Recently Elen and I went back to the Gower peninsula near Swansea to celebrate the forty years since we met there (when I gate-crashed her birthday party, but that is a different story…)
I had forgotten how lovely Gower was and, praise be, still is. The combination of dramatic bays and cliffs on the southern coast; a bristling central spine of common land and the ever-receding mystery of the northern salt-marshes, seem to fold a whole world into its modest land mass. I think I had gone with a ‘things ain’t what they used to be’ script tucked into my back pocket, imagining it would be overrun or hopelessly gentrified by now. But apart from some tasteless new-build here and there it was wonderfully unspoilt and rural with overgrown hedges, winding single-track roads and a surprisingly dark night sky. If anything it looked a touch run down – in a ‘potholes and peeling paint’ sort of way – which was unexpected, so close to the South Wales conurbation.
On our first day we walked, in warm sunshine, down from Parkmill following the path through the woods along Pennard pill (the local name for stream). The detail was lovely: twisted wind pruned trees, gorse stems warmed by the winter sun, overhanging banks deep enough for a child to hide and hanks of bladder-wrack stranded by the tide. This steep-sided valley, watched over by a frowning castle ruin, is a perfect ‘Swallows and Amazons’ entrance to the heady space of Three Cliffs Bay. Crooked in a sheltering arm from Pennard cliffs the bay is like a child’s drawing of how the seaside should be: a stream with steppingstones, tangled woodland, rocky headlands, sand dunes and a flat sandy beach meeting the restless sea. Thousands of people are drawn to this intoxicating mixture every year but at this season it was not crowded: a few families and dog walkers, a man riding his horse along the sand with three medieval looking greyhounds at foot, and a rather solemn party of druids wearing laurel wreaths in their hair.
Where I did notice some changes was on the common land that runs west to east along the middle of the peninsula. Much of it, particularly on Fairwood Common, has grown up with brakes of birch saplings punctuating the hazy deserts of Molinia (Purple Moor-grass). Although there were a few sheep poking about along the road verges, this was a landscape that spoke loudly of a decline in grazing. Molinia has become dominant in many areas of rough grazing and moorland around Wales, where cattle and ponies no longer graze; unfortunately sheep don’t like to eat it so it can gradually swamps less competitive plants. Molinia may also be encouraged to spread by nitrogen pollution – which effectively is an invisible fertilizer that comes down in the rain. Shaggier and wilder now, perhaps these commons are what our post agriculture, rewilded, carbon guzzling landscapes will look like 20 years from now. If, as some people predict, we end up eating plant-based or cultured ‘meat’ then there will be little call for sheep or cows, ushering in an era of ‘wild neglect’. I knew a man, all those years ago, who swore that he had seen sheep rolling over the cattle grid to get on to Fairwood common; these days they would be more likely be rolling to get off.
On our final morning we had a stroll around Oxwich National Nature Reserve, a place close to my heart, as I was warden there for 5 years or more in the late 70s. I expected to be disappointed, especially as Natural Resources Wales – the latest incarnation of the government conservation organisation that manages it, has been getting a very bad press recently. But I left relieved – even impressed.
Around the sweep of the bay the sand dunes were accreting rather than eroding: both natural processes, but the former is less anxiety promoting for people like me. Since my time a large area of the fixed dunes has been fenced off and is being grazed by ponies, at what appeared to be just the right intensity. Inside the fence there was a mosaic of tiny dune plants, which thrive when the competition from coarser, more vigorous species is reduced by grazing. Also the small patches of sandy ground opened up by the ponies hooves provide seedbeds in which new plants can establish. It was too early for flowers, save the tiny white stars of Common Whitlow Grass, but in June this will be alive with colourful plants and their attendant insects.
Also new to me was a series of winding boardwalks through the flooded carr woodland which gave us an inside view of a habitat previously inaccessible to visitors. A bird hide on one of the lakes was another innovation: although it gave the usual view of nothing much at all. The waterside vegetation had recently been cut back (another plus) and some wag had written on the chalkboard in the hide that they “didn’t seen much except some men in high-vis jackets working with brush cutters, and two mallard – presumably deaf ”.
All of this is probably a rather superficial response from somebody as much taken up with a nostalgic weekend as conservation assessment. On the other hand long absence allows for a freshness of view from what I hope is an educated eye, unclouded by the familiar. I was a restless young man back then, but looking again at the beauty and richness of Gower had me wondering if, 40 years ago, I should have stayed put and dug in.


Task prompt: For each line in the material below that holds "swatch", copy that line.

___ Stored data ___

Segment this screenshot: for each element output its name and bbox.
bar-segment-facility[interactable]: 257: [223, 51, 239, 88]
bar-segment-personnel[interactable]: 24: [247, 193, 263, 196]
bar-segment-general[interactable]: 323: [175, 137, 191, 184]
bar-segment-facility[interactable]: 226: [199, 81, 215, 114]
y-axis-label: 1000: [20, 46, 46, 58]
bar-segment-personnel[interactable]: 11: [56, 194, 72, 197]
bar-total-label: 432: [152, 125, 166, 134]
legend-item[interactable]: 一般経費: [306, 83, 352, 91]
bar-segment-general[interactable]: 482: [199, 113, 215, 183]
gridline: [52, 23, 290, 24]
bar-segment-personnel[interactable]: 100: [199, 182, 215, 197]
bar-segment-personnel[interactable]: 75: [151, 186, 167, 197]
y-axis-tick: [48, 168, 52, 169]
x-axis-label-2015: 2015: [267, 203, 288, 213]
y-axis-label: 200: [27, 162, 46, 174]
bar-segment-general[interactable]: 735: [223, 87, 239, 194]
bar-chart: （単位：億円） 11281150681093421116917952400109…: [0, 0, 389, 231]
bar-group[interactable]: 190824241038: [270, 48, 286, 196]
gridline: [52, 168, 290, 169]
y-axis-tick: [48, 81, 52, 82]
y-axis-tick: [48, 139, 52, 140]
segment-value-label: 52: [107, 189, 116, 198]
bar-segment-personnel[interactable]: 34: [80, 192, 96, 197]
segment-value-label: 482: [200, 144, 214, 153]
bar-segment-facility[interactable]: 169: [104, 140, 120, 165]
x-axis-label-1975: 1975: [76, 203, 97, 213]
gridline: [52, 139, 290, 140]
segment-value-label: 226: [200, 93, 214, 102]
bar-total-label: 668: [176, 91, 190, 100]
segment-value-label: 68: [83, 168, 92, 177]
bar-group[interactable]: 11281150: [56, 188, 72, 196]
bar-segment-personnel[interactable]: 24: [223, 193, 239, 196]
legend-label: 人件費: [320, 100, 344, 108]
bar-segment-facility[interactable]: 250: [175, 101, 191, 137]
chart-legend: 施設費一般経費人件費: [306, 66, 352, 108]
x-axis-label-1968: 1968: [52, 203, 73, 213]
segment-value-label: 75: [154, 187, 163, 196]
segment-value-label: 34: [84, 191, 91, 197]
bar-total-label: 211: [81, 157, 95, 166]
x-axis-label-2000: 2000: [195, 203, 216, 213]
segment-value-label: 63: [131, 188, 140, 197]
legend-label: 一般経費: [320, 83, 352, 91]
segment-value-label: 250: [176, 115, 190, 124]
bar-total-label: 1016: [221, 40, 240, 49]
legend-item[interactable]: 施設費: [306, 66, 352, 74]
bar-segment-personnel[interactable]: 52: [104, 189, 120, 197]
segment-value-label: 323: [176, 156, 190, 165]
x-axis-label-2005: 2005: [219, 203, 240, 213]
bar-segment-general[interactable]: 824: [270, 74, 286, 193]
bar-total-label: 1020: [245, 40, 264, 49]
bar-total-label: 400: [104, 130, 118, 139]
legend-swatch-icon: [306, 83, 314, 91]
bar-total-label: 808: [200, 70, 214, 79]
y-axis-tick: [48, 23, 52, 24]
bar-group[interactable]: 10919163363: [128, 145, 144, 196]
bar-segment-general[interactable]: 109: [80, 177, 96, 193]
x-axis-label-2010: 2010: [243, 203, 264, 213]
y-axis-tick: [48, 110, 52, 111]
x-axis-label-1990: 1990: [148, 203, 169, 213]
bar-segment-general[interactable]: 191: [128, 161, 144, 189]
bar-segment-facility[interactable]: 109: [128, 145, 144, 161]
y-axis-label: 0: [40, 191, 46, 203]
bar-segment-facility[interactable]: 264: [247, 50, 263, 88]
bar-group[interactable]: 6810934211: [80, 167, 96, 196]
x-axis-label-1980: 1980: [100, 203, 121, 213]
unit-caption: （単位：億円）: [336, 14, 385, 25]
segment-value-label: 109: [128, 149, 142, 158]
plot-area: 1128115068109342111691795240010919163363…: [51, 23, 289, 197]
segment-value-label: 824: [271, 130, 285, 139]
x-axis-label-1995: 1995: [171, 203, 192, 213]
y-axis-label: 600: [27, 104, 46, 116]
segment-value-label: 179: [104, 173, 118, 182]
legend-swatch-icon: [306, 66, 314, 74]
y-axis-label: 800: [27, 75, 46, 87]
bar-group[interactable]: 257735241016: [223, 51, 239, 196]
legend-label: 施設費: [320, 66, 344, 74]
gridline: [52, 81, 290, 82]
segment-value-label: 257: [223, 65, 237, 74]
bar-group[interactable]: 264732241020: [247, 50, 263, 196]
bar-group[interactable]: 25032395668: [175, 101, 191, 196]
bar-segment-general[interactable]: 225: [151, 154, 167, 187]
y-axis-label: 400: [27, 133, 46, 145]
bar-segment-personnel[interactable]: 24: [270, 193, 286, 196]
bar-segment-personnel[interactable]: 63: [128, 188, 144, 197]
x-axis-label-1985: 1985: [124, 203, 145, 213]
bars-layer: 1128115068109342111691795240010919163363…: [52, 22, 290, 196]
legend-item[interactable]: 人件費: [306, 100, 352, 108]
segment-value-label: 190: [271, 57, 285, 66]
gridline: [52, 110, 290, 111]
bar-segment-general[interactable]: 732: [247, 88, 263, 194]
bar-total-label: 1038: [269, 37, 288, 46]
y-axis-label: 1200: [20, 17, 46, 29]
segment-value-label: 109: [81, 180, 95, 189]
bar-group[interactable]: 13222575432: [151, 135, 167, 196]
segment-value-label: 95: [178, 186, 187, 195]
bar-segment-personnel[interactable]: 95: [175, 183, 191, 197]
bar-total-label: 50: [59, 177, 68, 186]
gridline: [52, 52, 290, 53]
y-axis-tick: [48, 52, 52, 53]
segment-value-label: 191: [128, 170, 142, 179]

___

Answer:
legend-swatch-icon: [306, 83, 314, 91]
legend-swatch-icon: [306, 66, 314, 74]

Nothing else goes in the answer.